The mean post-operative malformations obtained with the proposed method were within the ranges obtained for the normal cases in the multi-atlas (1.19 ± 0.87 vs. 1.48 ± 0.99 mm, for metopic craniosynostosis and normal cases, respectively), obtaining \( p = 0.13 \) using a Mann-Whitney test. The post-operative curvature discrepancies were similar to the curvature discrepancies obtained for the healthy cases (0.74 ± 0.58 vs. 072 ± 0.61 mm−1, for metopic craniosynostosis and normal cases, respectively), with \( p = 0.65 \). The maximum values of malformations and curvature discrepancies were reduced to normal ranges (3.65 ± 0.96 mm and 2.48 ± 0.72 mm−1 on craniosynostosis cases vs. 3.84 ± 2.10 mm and 2.79 ± 1.20 mm−1 on normal cases, for malformations and curvature discrepancies, respectively), obtaining p = 0.73 and p = 0.35 for malformations and curvature discrepancies, respectively.
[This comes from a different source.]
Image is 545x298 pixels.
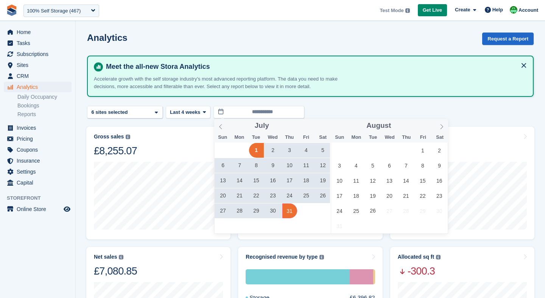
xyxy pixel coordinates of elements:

Compared to the other state-of-the-art work in automatic surgical planning [4], our method obtained slightly larger reduction of mean malformations (51% vs. 49% in [4]). Moreover, we obtained a reduction of 35% in curvature discrepancies, which cannot be achieved by using the rigid framework proposed in [4].

We obtained a bone area surface reduction of 0.02% within the frontal bones, which is a much lower value than the clinically allowed surface area change as a result of bone cutting and bending (0.5%, see Experiments section). On the other hand, the total cranial surface was incremented by 0.58%. This reflects the goal of normalizing cranial shape and creating space for brain development by advancing the forehead bones in metopic craniosynostosis corrective [5, 6].

Finally, we evaluated the feasibility of the estimated optimal plan in terms of bone stress. We obtained an average Von Mises of 33.59 ± 19.18 MPa, which is lower than the maximum allowable stress of 87 MPa [10].

5 Conclusion

We presented a new surface-based diffeomorphic registration framework that allows matching surfaces including areas with different affine properties, while keeping the global consistency of the transformation. In addition, we demonstrated its applicability to the automatic creation of surgical plans for the treatment of metopic craniosynostosis. Our automated framework addresses the challenges in the state-of-the-art of computer assisted surgical planning for cranial vault remodeling by adding objective metrics and reproducible computational methods to calculate an optimal plan for surgery. Our method implements all the basic operations that are performed during surgical treatment (bone cutting, bending, repositioning) and our quantitative evaluation of the results demonstrate that the simulated post-surgical cranial shapes are within healthy ranges. In our future work, we will extend our bone cut template to allow for automatic surgical treatment planning of other types of craniosynostosis.